Tuesday, February 22, 2011

African Food and Making Chutney

We were having African food for supper and decided to get a little crazy and make African flat bread, chapati. It’s super easy, and because there’s no yeast, you just make the dough and fry it up in a bit of oil. Easy.

We do a whole wheat version, and the kids love it, especially with chutney. We had a jar of Harmony Farm’s rhubarb chutney, and let me tell you, the stuff is to die for. Simply amazing. The only problem is, we can only get it in the Summer, so by the time the jar was empty, we were out of luck.

Being the go-getters that we are, we decided to take matters in our own hands and make the stuff. Piece of cake, right? Well, sort of. The recipes that we had all involved canning protocol, and I was most definitely not up for that.

However, as anyone any experience in the kitchen knows, all recipes were meant to tweaked and modified, and this was no different. Sure, it might not come out exactly as the author intended, but that’s what makes it personal and unique. When you add your own destructive tendencies to the mix.

The recipe we had was for apply chutney, and the only problem was we didn’t have any apples, which is unusual for our household. I did, however, have some frozen peaches that I’d saved in the freezer, so we used those, instead.
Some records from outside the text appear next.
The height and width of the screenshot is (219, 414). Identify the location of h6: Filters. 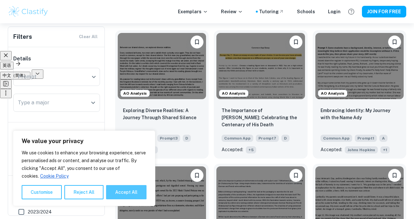
(23, 37). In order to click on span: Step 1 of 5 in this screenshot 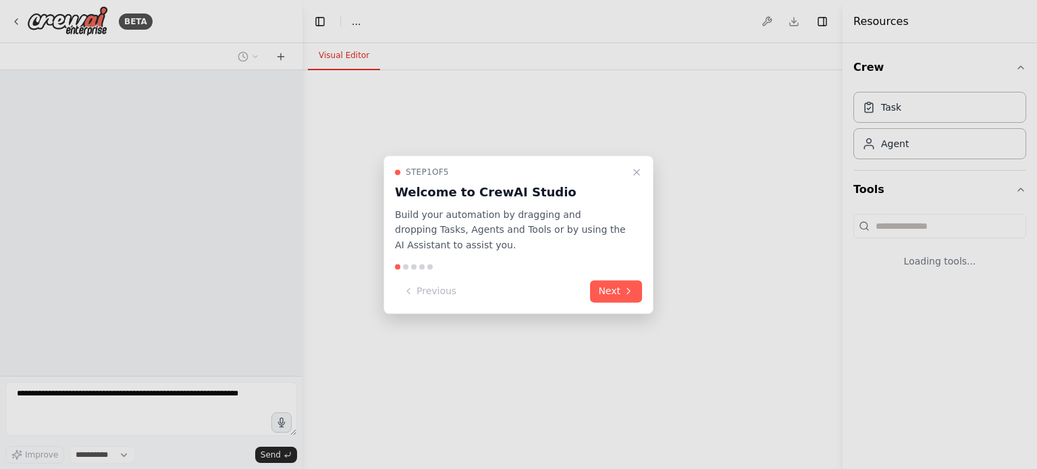, I will do `click(427, 172)`.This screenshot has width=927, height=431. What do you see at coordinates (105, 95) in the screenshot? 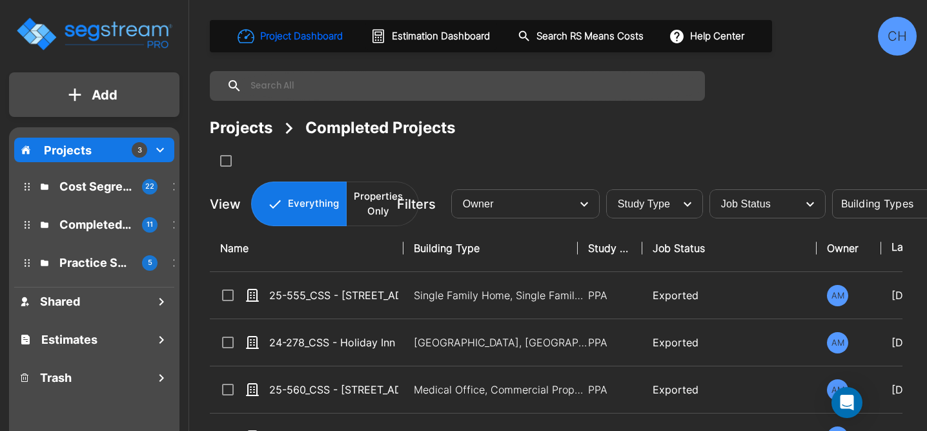
I see `p: Add` at bounding box center [105, 95].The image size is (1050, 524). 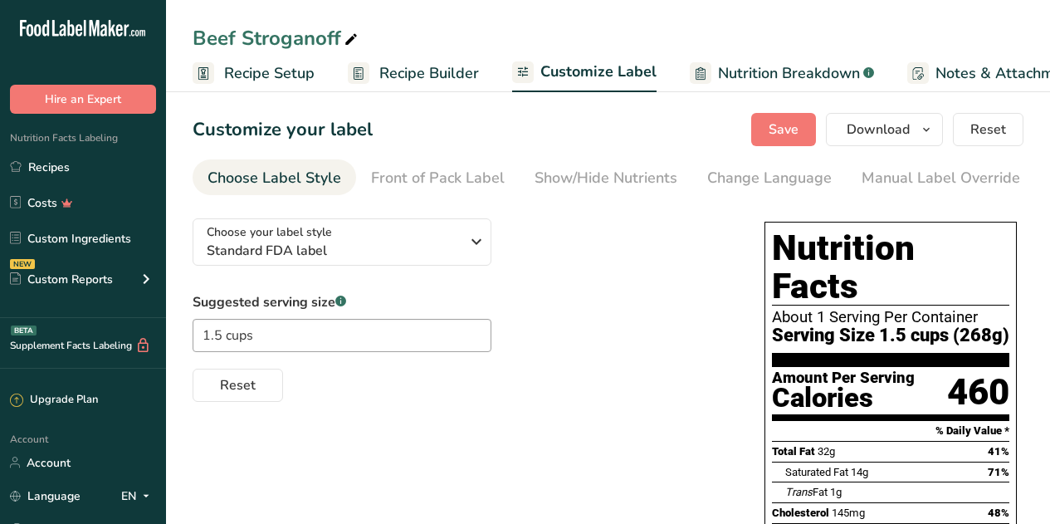 I want to click on span: Customize Label, so click(x=598, y=71).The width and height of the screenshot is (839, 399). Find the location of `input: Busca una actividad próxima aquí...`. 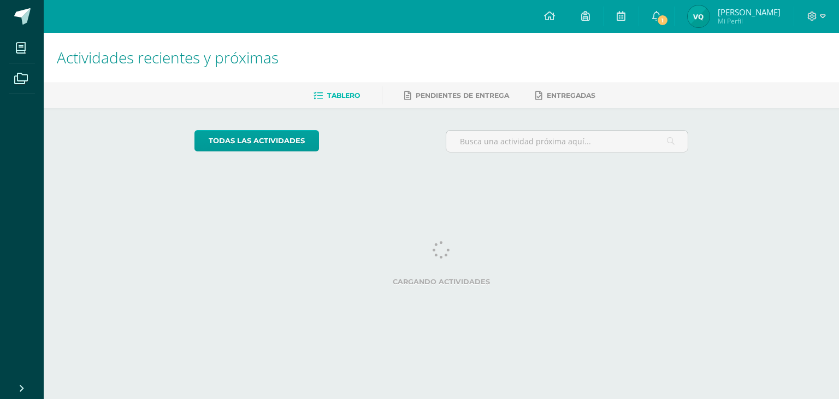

I probably should have cut back on the sugar a bit since the peaches are frozen with sugar, but no biggie. We cooked up the mix, put it in clean jars and just kept them in the fridge. I figure as long as we eat them within a month, they should be fine, employing the sniff test before eating, of course.

The chutney came out great, everyone loved it with the whole wheat chapati, and we also had curried cauliflower stew with couscous. I love it when we can pull of the genuine vegetarian meal (high on the K&A scale) it’s a challenge making something the kids will devour.